TextYard.com offers lower textbook prices

2 IU seniors look to take business to next level

For seniors Ben Greenberg and Rui Xia, 2011 not only means the takeoff of the new decade, but also a step forward for their online bookselling business, TextYard.com.

After managing the website for more than one year, the duo is ready for a pivotal semester that could affect their decisions in future business.

“This is our most important semester,” Greenberg said. “If we do a great job, I’m confident that we’ll get enough investment to take us to the next level, and eventually become the best source for textbooks.”

After being fed up with paying hundreds of dollars each semester for textbooks and seeing little value for resale their freshman year, Greenberg, a psychology major, and his friend Xia, a business major, started developing a website with a simple
initiative.

“We started TextYard because we had to pay too much for the textbooks,” Xia said, “And that’s what our slogan is — The End of Expensive Textbooks.”

“This is a real big problem,” Greenberg said regarding the textbook issue, “and I am confident that TextYard can solve it.”

Greenberg and Xia started the website as a small project in early 2008, and they said it has generated more than 1,000 users at IU during the past three years. Before last fall, TextYard expanded to more than 15 universities in the country.

The creators said in the competitive bookselling business, TextYard beat the local bookstores on price by offering the lowest prices among online sellers, while allowing students to search by classes and by books.

They encourage students to go online in order to avoid the huge markups charged by the bookstores.

Xia said college gave them an opportunity to see the problems that college students face, and after going national, they said they are looking forward to the expansion of TextYard in the coming year.
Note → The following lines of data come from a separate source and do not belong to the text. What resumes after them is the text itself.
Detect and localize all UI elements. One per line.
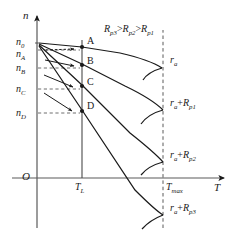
curve-ra-Rp2 <box>39 45 163 175</box>
y-tick-n0-sub: 0 <box>21 42 24 49</box>
curve-label-ra-Rp1: ra+Rp1 <box>170 98 196 108</box>
curve-ra-Rp3-main <box>39 46 163 215</box>
x-tick-Tmax-base: T <box>166 181 172 192</box>
speed-torque-characteristic-figure: n T O n0 nA nB nC nD TL Tmax A B C D Rp3… <box>0 0 234 233</box>
y-axis-label: n <box>23 10 29 21</box>
annotation-Rp1-sub: p1 <box>147 29 154 36</box>
y-tick-nB: nB <box>16 63 25 73</box>
y-tick-nC-sub: C <box>21 89 26 96</box>
curve-label-ra-sub: a <box>174 60 177 67</box>
x-tick-Tmax-sub: max <box>172 187 183 194</box>
curve-ra-Rp3-hook <box>142 215 163 229</box>
curve-ra-main <box>39 43 162 68</box>
curve-label-ra-Rp3: ra+Rp3 <box>170 203 196 213</box>
curve-ra-Rp1-hook <box>141 110 163 124</box>
y-tick-nA: nA <box>16 49 25 59</box>
curve-label-ra-Rp2-sub2: p2 <box>189 155 196 162</box>
marker-point-D <box>80 109 84 113</box>
characteristic-curves-canvas <box>0 0 234 233</box>
y-tick-nA-sub: A <box>21 54 25 61</box>
curve-ra-Rp2-hook <box>141 162 163 175</box>
transition-arrow-to-C <box>44 75 73 87</box>
resistance-order-annotation: Rp3>Rp2>Rp1 <box>104 24 154 34</box>
curve-label-ra-Rp3-sub2: p3 <box>189 208 196 215</box>
curve-ra-Rp1-main <box>39 44 163 110</box>
curve-label-ra-Rp3-sub: a <box>174 208 177 215</box>
marker-point-C <box>80 84 84 88</box>
x-axis-label: T <box>214 182 220 193</box>
x-tick-Tmax: Tmax <box>166 182 183 192</box>
x-tick-TL: TL <box>75 182 84 192</box>
marker-point-A <box>80 45 84 49</box>
curve-label-ra-Rp1-sub2: p1 <box>189 103 196 110</box>
point-label-C: C <box>87 77 94 87</box>
annotation-Rp2-sub: p2 <box>129 29 136 36</box>
point-label-A: A <box>87 36 94 46</box>
y-tick-nD-sub: D <box>21 113 26 120</box>
y-tick-nD: nD <box>16 108 26 118</box>
x-tick-TL-base: T <box>75 181 81 192</box>
point-label-B: B <box>87 56 94 66</box>
x-tick-TL-sub: L <box>81 187 85 194</box>
origin-label: O <box>22 171 30 182</box>
curve-label-ra: ra <box>170 55 177 65</box>
annotation-Rp3-sub: p3 <box>110 29 117 36</box>
transition-arrow-to-D <box>44 93 72 111</box>
axis-lines <box>12 16 224 228</box>
y-tick-nC: nC <box>16 84 26 94</box>
curve-ra-hook <box>143 68 162 80</box>
curve-label-ra-Rp2: ra+Rp2 <box>170 150 196 160</box>
y-tick-n0: n0 <box>16 37 24 47</box>
annotation-Rp2-base: R <box>123 23 129 34</box>
curve-ra-Rp1 <box>39 44 163 124</box>
transition-arrow-to-B <box>45 60 74 66</box>
curve-label-ra-Rp2-sub: a <box>174 155 177 162</box>
marker-point-B <box>80 63 84 67</box>
point-label-D: D <box>87 101 94 111</box>
y-tick-nB-sub: B <box>21 68 25 75</box>
curve-label-ra-Rp1-sub: a <box>174 103 177 110</box>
“We are expecting five times as many users at IU in the spring semester,” Greenberg said. “This is the first semester that TextYard will be focused on a marketing campaign.”

Greenberg said they will adopt multiple marketing tactics, including using social media, to make the website known to more students. Currently, there are more than 80 people on Facebook who like TextYard’s page.

They’ve hired a marketing team at IU as well as at University of Florida and University of Texas at Austin, Xia said. “We interviewed a lot of people and chose the most reliable and smart people.”

Though the creators admitted that the basic skills required for starting the website were computer skills and a simple idea, the following development and maintenance needs a lot of drudgery and commitments.

“Right now our competition comes from the local bookstore and various online sites,” Xia said. “We have the best service right now, but we know that eventually others will copy it. We’re ready to work hard to be the number one source for textbooks around the globe.”

Regarding the future of their website, Greenberg and Xia said there are still a lot of unknown factors. If spring turns out to be a booming season and they get investments, they might continue their dream on the West Coast upon graduation.